▸ What you need to do
Look through the records and copy each line that has "mbar" in it.

────────

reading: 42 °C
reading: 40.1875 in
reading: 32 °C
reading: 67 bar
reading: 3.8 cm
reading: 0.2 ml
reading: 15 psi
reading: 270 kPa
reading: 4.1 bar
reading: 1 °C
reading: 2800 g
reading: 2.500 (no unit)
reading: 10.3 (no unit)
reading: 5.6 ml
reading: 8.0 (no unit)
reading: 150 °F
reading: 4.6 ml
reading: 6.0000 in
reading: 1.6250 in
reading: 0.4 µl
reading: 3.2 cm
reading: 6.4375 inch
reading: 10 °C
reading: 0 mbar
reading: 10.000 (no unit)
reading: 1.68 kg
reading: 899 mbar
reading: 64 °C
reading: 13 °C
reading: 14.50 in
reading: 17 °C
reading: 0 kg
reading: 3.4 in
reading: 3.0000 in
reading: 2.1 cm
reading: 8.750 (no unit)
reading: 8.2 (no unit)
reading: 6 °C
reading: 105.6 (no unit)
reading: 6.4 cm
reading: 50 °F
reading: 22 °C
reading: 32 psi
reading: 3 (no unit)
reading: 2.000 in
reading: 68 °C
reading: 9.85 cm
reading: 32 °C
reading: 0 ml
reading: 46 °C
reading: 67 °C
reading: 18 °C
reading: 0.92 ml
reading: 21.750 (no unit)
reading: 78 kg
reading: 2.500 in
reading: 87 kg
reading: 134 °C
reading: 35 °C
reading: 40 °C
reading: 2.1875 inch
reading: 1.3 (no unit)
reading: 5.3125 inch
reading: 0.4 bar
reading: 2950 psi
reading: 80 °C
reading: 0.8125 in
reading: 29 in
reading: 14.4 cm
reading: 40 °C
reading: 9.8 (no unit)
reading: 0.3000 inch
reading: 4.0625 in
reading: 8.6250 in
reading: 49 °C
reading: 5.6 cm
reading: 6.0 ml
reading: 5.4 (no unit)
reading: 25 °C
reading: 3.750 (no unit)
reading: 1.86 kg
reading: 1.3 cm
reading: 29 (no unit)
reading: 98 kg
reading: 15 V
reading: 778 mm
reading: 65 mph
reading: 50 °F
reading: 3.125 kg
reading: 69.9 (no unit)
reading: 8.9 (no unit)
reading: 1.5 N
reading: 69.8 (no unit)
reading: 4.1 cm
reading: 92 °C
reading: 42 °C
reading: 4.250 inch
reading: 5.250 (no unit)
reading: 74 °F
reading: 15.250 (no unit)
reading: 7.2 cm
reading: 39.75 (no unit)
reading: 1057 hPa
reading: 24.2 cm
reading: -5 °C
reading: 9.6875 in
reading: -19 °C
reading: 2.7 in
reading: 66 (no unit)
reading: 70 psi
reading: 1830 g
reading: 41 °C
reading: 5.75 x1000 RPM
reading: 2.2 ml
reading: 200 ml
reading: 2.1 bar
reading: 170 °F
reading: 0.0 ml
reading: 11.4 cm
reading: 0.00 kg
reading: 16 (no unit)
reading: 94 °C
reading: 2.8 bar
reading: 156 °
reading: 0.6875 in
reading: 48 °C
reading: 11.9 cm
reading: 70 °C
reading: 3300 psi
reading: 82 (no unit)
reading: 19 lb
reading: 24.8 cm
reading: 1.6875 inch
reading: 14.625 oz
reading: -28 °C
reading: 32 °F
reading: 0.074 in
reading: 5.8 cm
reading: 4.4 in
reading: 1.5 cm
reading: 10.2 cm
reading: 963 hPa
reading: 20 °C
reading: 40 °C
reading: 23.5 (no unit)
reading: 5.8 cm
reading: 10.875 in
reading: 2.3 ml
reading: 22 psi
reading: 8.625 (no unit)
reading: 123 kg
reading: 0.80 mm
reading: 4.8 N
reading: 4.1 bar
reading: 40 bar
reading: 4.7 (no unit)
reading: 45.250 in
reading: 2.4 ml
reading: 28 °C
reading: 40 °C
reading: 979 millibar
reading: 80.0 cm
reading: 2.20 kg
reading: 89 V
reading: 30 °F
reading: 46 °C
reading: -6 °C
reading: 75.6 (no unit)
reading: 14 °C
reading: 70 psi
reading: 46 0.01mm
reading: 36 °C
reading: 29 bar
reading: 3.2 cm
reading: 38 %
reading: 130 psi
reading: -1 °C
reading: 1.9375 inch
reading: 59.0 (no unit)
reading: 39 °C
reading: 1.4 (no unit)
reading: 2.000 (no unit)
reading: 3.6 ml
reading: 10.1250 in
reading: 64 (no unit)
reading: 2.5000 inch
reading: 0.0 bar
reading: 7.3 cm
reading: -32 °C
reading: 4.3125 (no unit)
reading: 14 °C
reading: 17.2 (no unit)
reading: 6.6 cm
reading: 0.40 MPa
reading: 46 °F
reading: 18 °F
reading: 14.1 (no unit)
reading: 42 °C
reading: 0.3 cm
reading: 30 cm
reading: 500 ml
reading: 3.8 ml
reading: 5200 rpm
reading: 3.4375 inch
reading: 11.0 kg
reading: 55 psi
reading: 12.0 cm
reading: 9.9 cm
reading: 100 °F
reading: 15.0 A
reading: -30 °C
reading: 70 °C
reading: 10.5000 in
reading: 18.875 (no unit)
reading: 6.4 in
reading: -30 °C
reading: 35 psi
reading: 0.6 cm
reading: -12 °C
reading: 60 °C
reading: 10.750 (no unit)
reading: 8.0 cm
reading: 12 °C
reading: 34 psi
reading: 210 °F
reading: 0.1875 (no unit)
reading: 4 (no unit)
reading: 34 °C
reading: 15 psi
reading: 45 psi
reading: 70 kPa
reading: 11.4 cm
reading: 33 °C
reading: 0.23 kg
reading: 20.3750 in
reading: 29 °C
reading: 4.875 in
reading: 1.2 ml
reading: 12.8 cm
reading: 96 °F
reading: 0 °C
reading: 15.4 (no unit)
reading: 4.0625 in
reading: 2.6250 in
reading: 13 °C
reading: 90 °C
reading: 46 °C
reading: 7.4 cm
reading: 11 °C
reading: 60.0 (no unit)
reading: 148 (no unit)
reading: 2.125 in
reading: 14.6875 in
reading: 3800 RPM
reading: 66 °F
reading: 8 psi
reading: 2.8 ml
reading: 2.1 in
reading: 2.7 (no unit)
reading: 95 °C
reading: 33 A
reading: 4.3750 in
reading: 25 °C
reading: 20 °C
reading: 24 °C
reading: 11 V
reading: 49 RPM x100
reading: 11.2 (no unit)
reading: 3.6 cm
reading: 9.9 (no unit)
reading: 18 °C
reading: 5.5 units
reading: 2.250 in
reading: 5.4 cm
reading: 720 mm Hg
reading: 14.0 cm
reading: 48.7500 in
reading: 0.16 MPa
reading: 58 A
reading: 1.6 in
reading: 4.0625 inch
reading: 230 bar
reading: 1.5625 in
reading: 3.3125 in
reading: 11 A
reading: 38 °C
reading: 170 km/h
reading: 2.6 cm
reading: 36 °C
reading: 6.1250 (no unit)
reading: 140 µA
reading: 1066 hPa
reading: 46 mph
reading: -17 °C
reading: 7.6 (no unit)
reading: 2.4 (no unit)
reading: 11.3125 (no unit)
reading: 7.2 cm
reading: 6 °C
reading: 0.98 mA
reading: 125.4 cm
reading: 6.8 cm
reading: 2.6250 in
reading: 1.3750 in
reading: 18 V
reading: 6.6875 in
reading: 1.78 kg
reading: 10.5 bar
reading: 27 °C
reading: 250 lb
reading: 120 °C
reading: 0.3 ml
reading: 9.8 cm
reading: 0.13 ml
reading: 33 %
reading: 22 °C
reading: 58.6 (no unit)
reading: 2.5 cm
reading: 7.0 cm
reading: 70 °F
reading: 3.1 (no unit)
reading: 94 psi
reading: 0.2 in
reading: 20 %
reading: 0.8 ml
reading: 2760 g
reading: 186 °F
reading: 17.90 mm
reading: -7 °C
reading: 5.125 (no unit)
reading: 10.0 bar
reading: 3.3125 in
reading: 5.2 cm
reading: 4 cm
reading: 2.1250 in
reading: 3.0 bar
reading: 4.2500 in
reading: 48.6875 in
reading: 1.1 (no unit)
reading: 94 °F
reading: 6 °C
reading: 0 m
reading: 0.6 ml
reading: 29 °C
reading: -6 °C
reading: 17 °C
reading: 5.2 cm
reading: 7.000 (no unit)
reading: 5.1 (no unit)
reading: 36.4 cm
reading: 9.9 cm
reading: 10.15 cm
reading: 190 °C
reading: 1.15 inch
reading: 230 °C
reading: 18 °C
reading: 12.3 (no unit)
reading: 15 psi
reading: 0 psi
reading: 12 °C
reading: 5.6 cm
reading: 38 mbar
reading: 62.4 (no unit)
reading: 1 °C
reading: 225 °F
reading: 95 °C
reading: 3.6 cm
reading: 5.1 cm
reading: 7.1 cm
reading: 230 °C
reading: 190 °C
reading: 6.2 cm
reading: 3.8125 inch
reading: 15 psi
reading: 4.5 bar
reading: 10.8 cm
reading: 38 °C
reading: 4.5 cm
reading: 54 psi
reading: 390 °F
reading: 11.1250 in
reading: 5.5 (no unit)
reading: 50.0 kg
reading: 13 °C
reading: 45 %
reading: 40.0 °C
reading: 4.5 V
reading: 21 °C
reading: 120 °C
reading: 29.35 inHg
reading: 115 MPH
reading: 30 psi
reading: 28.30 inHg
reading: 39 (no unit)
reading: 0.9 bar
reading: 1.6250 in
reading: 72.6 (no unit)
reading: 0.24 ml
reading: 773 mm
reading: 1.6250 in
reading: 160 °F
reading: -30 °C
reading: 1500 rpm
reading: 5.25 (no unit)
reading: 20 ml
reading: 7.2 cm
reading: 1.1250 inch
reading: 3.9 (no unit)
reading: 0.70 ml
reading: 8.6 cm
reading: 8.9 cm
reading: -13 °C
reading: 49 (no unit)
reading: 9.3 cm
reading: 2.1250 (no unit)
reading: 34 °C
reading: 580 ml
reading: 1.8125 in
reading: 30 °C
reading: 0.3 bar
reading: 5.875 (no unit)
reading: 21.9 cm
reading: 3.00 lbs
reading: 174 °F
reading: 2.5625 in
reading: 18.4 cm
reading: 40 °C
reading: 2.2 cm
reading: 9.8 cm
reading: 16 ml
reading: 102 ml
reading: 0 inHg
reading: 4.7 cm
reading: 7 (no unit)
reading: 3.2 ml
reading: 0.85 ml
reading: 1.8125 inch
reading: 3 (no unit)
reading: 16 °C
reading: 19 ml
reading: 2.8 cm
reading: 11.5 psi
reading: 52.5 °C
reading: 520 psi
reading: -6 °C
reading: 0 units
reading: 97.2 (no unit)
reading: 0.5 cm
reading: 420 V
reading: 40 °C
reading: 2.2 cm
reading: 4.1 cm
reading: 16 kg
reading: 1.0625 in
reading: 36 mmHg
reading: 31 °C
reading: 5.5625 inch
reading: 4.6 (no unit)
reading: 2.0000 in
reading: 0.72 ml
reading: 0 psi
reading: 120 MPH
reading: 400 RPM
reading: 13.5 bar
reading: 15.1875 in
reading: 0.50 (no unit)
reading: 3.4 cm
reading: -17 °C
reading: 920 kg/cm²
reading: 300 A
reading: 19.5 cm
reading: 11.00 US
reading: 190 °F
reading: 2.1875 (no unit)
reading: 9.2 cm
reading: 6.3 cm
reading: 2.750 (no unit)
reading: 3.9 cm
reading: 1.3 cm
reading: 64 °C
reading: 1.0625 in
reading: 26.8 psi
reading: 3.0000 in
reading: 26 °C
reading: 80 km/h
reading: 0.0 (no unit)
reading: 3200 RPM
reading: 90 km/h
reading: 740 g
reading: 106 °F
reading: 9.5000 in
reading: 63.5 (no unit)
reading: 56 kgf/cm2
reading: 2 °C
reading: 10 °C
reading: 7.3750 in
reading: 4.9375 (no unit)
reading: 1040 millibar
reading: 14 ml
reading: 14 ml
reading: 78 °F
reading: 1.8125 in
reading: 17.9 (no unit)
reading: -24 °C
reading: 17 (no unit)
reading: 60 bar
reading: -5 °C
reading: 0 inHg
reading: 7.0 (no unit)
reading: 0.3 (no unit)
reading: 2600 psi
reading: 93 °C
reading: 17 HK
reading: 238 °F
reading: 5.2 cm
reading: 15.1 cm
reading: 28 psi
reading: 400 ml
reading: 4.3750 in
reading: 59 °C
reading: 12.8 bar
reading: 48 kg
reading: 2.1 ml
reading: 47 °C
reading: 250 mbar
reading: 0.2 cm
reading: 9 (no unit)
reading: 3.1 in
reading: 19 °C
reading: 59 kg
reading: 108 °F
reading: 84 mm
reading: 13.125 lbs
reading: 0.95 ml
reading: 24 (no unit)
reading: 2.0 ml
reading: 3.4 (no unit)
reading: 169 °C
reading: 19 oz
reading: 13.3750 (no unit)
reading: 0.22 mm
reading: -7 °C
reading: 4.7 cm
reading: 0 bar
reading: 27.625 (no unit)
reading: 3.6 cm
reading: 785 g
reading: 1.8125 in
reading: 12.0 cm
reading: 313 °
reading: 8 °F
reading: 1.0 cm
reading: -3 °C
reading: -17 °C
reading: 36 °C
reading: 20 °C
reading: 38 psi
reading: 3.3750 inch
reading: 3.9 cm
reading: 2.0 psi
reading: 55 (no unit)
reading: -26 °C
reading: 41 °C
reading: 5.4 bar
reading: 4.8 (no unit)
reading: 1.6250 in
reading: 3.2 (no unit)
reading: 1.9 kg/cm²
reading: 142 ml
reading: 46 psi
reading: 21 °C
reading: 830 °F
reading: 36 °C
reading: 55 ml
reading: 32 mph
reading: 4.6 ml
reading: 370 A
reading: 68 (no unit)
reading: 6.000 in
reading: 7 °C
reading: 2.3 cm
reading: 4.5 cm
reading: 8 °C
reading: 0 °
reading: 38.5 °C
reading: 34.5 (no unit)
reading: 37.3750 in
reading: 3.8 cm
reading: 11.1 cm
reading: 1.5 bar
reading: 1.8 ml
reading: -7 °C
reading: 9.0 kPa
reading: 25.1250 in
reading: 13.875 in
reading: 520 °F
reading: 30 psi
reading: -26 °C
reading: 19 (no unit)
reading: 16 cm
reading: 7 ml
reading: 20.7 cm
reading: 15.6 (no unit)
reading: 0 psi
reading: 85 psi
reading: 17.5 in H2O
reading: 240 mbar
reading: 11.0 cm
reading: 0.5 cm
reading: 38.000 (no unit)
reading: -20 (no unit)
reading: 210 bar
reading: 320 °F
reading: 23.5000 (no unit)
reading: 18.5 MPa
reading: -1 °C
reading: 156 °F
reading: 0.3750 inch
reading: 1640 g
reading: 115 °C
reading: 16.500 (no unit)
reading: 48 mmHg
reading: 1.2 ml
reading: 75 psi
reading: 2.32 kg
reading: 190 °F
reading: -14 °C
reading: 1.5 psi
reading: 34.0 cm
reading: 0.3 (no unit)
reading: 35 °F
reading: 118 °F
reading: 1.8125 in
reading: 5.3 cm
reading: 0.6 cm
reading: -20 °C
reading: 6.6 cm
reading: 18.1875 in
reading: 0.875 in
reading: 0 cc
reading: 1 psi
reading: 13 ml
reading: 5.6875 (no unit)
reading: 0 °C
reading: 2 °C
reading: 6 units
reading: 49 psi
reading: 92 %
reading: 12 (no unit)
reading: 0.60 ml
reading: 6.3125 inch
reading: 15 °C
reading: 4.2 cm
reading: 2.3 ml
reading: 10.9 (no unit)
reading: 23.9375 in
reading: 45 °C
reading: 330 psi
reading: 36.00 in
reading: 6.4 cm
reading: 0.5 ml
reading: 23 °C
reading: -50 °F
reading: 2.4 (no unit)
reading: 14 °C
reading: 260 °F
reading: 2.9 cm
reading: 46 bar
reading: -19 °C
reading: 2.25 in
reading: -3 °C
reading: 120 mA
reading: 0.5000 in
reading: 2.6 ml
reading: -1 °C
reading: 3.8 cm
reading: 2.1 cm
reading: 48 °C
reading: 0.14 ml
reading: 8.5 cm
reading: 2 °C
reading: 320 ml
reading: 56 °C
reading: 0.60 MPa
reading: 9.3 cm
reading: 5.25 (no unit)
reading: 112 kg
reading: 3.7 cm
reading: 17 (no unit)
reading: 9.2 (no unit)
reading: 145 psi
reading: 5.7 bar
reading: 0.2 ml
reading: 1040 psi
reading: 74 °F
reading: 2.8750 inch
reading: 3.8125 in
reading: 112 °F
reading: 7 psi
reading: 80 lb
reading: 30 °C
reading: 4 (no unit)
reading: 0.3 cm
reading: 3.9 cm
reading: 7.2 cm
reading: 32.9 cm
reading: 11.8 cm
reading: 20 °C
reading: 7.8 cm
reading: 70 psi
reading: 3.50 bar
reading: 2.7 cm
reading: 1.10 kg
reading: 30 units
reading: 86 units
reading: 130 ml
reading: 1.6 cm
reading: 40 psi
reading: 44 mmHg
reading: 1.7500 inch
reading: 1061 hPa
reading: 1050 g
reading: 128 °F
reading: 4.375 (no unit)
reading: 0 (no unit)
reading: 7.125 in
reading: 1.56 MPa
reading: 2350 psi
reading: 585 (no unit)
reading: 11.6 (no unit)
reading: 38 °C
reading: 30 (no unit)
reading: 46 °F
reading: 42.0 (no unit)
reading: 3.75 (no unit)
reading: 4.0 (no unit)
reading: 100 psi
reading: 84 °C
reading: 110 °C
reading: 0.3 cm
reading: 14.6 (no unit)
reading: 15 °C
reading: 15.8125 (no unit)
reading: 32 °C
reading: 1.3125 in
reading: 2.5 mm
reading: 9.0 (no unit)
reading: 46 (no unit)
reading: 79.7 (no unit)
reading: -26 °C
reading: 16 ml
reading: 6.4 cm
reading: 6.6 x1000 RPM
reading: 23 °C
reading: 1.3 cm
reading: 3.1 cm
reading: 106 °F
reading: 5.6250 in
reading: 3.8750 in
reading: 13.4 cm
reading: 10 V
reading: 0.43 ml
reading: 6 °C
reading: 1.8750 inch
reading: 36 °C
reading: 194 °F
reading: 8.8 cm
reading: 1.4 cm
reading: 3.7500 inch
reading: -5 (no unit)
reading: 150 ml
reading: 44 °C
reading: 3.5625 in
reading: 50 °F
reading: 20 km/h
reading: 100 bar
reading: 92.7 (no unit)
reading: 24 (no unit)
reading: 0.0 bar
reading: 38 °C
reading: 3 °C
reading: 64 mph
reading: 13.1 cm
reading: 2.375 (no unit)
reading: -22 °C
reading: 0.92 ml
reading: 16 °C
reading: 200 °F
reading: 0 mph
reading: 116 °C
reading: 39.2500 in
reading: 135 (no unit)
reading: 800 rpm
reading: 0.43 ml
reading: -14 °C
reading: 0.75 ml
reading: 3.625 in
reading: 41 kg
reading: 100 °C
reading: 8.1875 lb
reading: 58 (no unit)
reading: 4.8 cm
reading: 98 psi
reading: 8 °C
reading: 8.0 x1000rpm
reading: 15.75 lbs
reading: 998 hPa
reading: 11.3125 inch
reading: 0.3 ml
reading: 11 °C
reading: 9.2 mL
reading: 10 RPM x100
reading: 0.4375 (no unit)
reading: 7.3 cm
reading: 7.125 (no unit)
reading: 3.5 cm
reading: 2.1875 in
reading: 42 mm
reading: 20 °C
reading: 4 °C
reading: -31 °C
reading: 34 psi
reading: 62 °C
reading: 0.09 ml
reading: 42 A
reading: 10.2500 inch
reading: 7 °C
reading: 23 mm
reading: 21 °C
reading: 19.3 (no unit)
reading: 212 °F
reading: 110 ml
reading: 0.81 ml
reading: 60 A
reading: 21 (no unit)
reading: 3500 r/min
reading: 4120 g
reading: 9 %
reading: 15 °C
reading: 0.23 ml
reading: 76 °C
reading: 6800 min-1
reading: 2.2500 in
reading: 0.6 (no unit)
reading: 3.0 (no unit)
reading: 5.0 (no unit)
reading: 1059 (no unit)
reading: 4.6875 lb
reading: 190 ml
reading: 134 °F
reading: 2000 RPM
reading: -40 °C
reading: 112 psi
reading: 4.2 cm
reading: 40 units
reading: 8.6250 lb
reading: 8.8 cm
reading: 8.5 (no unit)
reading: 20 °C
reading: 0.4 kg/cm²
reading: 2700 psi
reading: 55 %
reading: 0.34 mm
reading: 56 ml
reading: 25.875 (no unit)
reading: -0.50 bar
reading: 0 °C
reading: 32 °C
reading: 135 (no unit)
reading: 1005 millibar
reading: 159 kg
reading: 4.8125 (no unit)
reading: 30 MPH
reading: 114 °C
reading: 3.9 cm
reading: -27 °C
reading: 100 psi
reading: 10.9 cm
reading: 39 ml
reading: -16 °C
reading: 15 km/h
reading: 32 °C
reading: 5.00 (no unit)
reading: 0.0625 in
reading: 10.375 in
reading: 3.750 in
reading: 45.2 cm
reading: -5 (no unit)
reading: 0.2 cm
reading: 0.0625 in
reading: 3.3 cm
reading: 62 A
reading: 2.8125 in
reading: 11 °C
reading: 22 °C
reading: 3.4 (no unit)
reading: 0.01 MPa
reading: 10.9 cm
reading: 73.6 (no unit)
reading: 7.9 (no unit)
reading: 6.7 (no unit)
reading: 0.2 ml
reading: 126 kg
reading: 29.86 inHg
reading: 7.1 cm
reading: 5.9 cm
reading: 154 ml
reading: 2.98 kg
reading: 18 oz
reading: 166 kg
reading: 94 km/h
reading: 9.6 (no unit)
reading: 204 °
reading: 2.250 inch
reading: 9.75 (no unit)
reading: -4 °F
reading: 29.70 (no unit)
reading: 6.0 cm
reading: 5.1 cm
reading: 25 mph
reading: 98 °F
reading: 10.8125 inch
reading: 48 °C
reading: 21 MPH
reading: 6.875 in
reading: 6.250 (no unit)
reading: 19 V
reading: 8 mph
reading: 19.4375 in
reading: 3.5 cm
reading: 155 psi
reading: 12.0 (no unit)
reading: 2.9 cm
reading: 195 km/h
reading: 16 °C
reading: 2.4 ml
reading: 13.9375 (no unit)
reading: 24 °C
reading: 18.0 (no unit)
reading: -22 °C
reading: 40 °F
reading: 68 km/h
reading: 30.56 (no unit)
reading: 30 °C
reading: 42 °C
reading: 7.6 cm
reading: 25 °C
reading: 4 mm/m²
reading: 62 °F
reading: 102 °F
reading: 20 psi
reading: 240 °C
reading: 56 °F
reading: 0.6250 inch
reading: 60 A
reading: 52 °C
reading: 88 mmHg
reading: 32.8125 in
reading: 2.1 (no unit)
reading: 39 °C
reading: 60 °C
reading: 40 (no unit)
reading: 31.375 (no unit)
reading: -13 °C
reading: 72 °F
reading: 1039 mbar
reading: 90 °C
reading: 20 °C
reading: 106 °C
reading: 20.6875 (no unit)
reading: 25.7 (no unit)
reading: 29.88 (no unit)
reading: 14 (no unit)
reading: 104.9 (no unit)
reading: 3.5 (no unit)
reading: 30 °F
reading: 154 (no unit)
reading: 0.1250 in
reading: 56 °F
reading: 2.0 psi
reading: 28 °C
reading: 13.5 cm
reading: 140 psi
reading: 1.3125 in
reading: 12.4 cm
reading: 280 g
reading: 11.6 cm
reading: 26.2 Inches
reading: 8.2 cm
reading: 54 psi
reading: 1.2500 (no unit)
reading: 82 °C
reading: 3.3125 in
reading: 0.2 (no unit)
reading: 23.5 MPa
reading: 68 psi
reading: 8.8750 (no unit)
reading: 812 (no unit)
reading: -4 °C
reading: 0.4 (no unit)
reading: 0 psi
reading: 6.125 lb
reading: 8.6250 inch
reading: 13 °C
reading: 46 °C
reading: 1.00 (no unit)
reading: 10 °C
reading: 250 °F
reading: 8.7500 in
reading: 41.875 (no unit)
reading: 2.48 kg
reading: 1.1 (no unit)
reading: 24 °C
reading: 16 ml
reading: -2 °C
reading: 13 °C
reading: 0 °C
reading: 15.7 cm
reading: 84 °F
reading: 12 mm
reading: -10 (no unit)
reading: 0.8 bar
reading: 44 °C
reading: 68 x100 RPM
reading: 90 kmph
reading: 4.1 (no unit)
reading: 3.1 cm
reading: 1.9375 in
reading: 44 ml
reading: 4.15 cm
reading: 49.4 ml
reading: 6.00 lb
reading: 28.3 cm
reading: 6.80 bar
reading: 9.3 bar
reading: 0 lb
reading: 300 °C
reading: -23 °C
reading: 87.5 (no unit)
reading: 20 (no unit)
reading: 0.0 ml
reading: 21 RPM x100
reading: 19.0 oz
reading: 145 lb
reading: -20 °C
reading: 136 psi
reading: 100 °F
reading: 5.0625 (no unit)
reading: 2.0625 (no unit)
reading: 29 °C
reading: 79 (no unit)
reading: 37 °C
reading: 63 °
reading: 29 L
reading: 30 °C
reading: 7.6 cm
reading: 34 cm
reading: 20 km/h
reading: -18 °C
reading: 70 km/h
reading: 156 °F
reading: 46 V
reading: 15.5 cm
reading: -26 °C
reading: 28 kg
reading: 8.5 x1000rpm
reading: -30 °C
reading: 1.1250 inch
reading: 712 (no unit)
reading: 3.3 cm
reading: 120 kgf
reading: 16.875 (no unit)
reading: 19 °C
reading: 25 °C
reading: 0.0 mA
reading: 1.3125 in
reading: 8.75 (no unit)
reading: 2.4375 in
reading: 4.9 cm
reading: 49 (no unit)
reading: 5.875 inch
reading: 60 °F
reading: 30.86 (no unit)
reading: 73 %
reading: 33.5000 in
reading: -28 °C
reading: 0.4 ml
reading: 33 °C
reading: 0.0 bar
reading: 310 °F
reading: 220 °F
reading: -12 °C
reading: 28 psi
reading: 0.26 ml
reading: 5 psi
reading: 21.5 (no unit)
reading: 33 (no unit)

────────

▸ Expected output
reading: 0 mbar
reading: 899 mbar
reading: 38 mbar
reading: 250 mbar
reading: 240 mbar
reading: 1039 mbar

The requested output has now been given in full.